▶ [ACTION ITEM]:
Every line of the material must be restated exactly, though not its pictures.

▶ [MATERIAL TO PROCESS]:
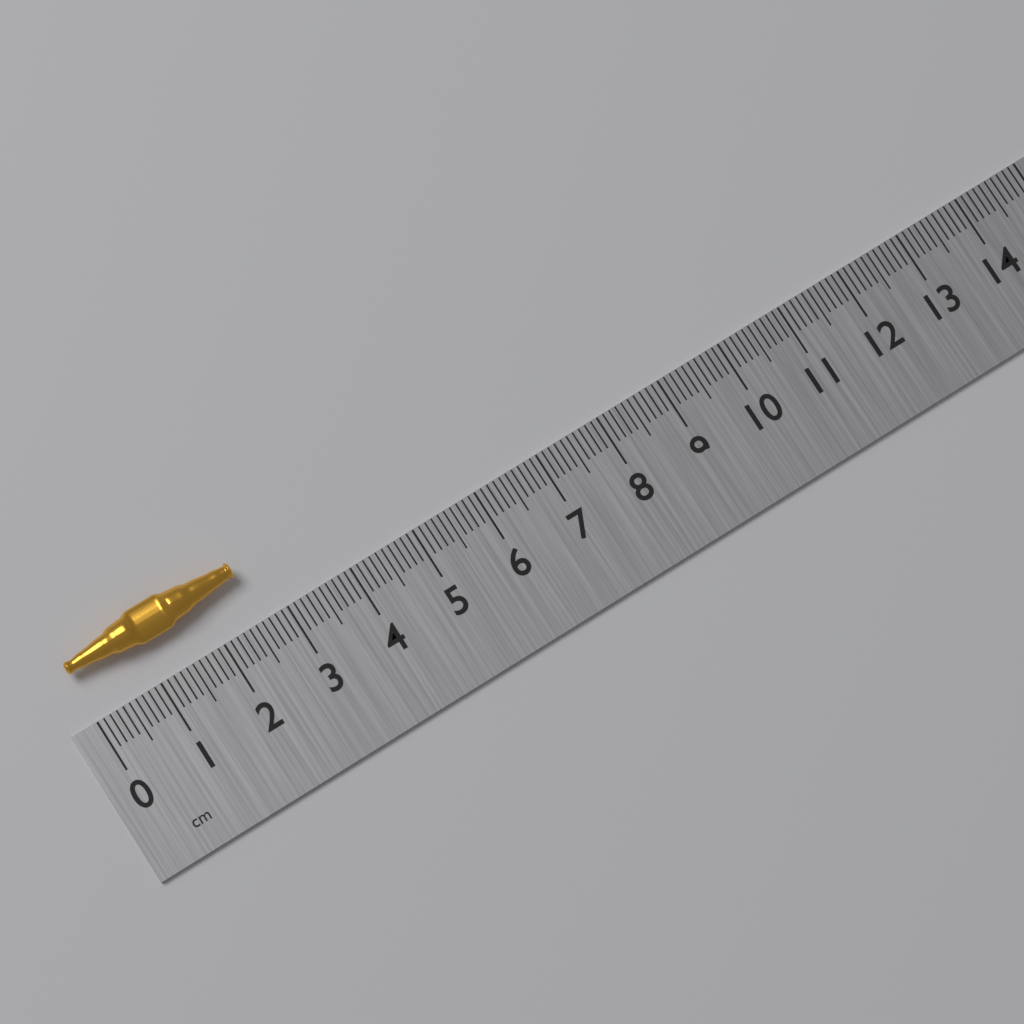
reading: 2.6 cm
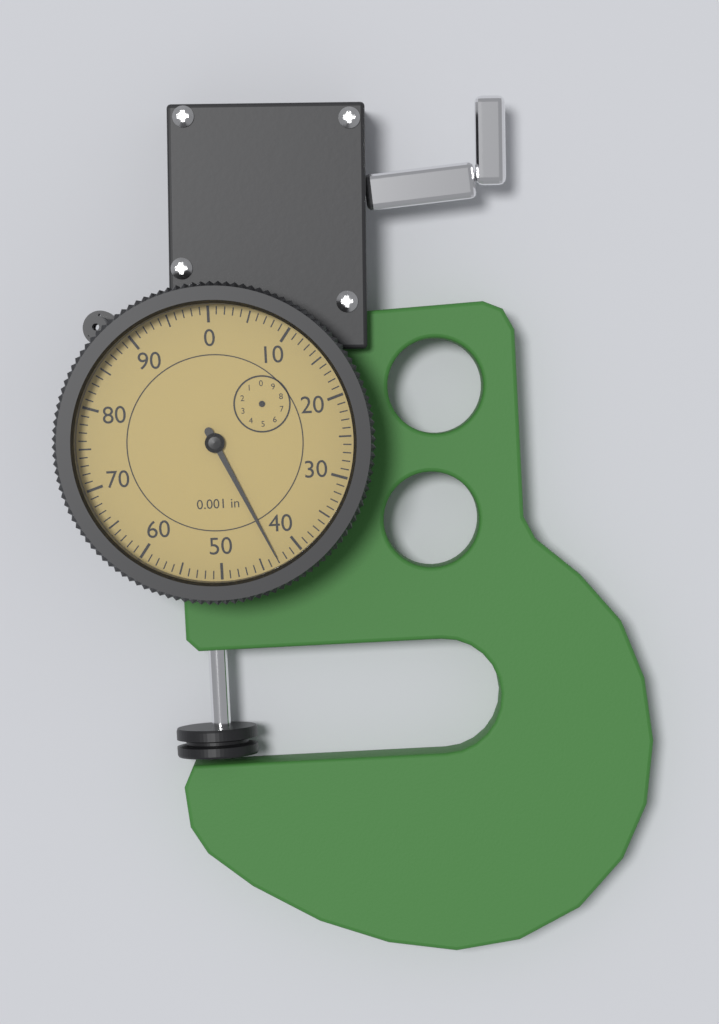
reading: 43 0.001 in
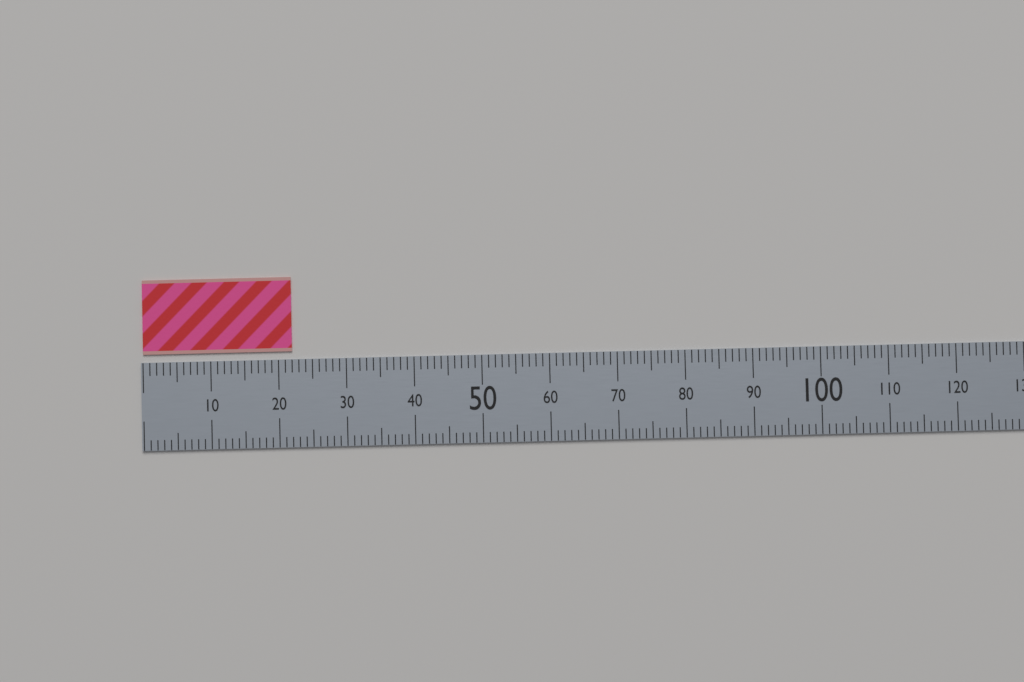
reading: 22 (no unit)
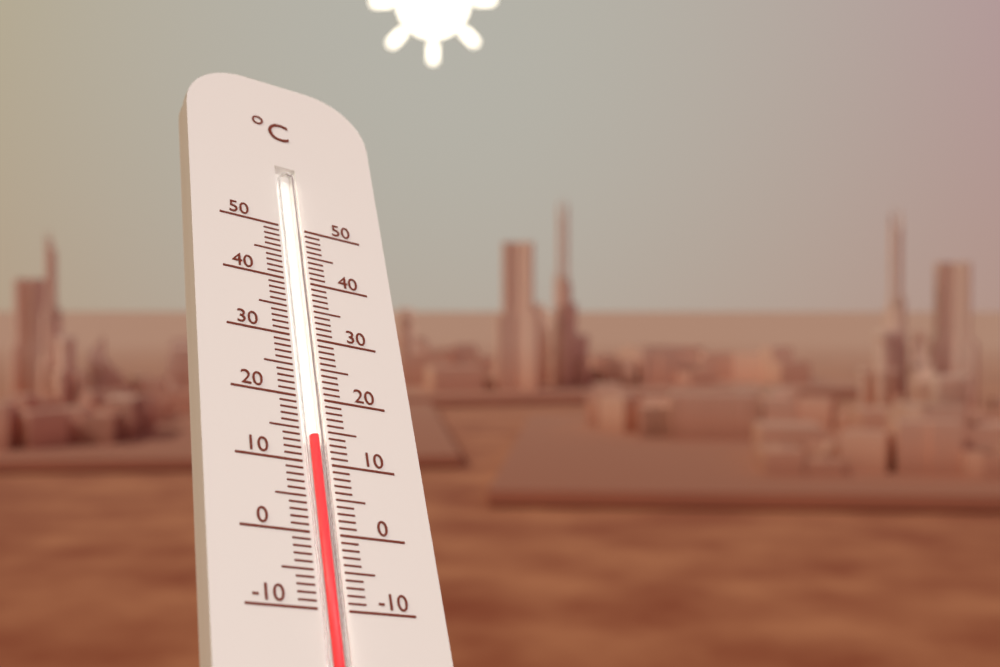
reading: 14 °C
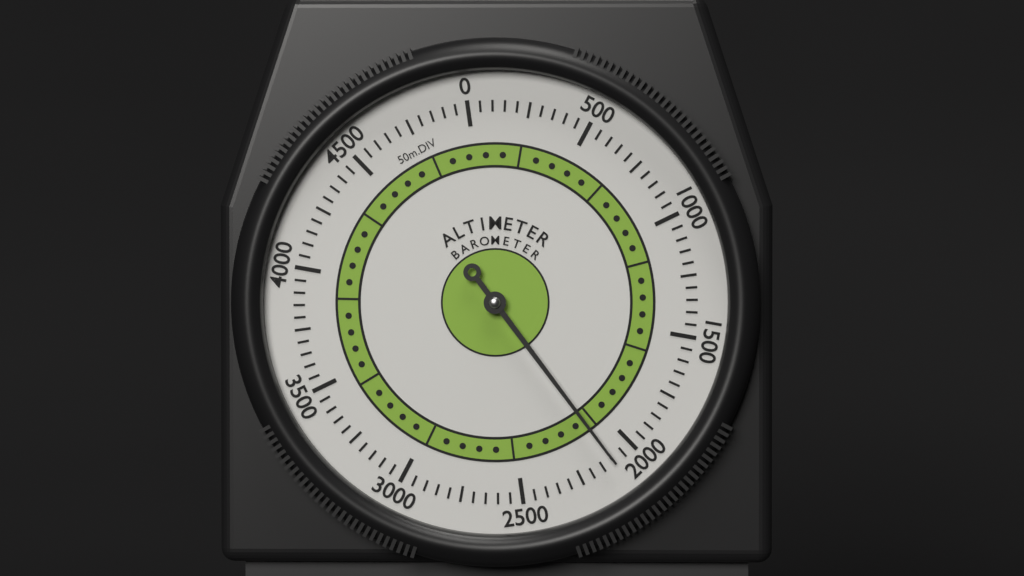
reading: 2100 m
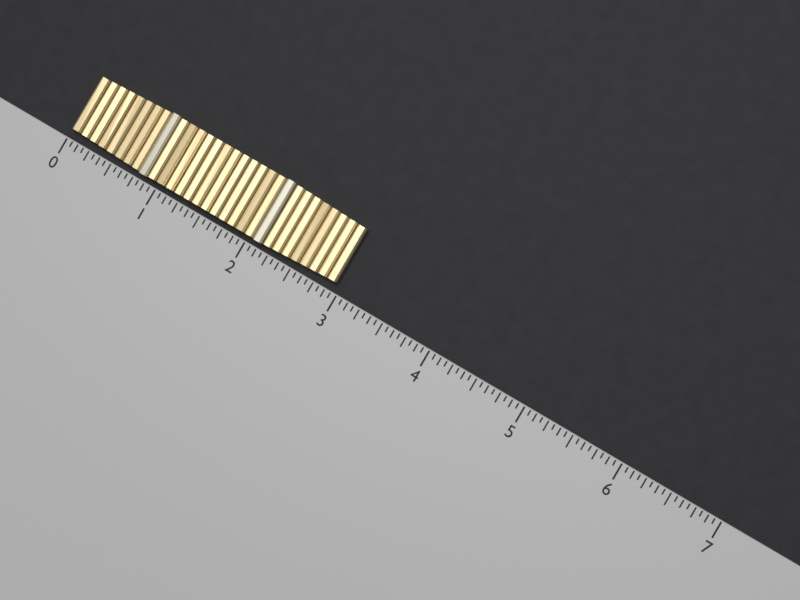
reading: 2.9375 (no unit)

▶ [TASK RESPONSE]:
reading: 2.6 cm
reading: 43 0.001 in
reading: 22 (no unit)
reading: 14 °C
reading: 2100 m
reading: 2.9375 (no unit)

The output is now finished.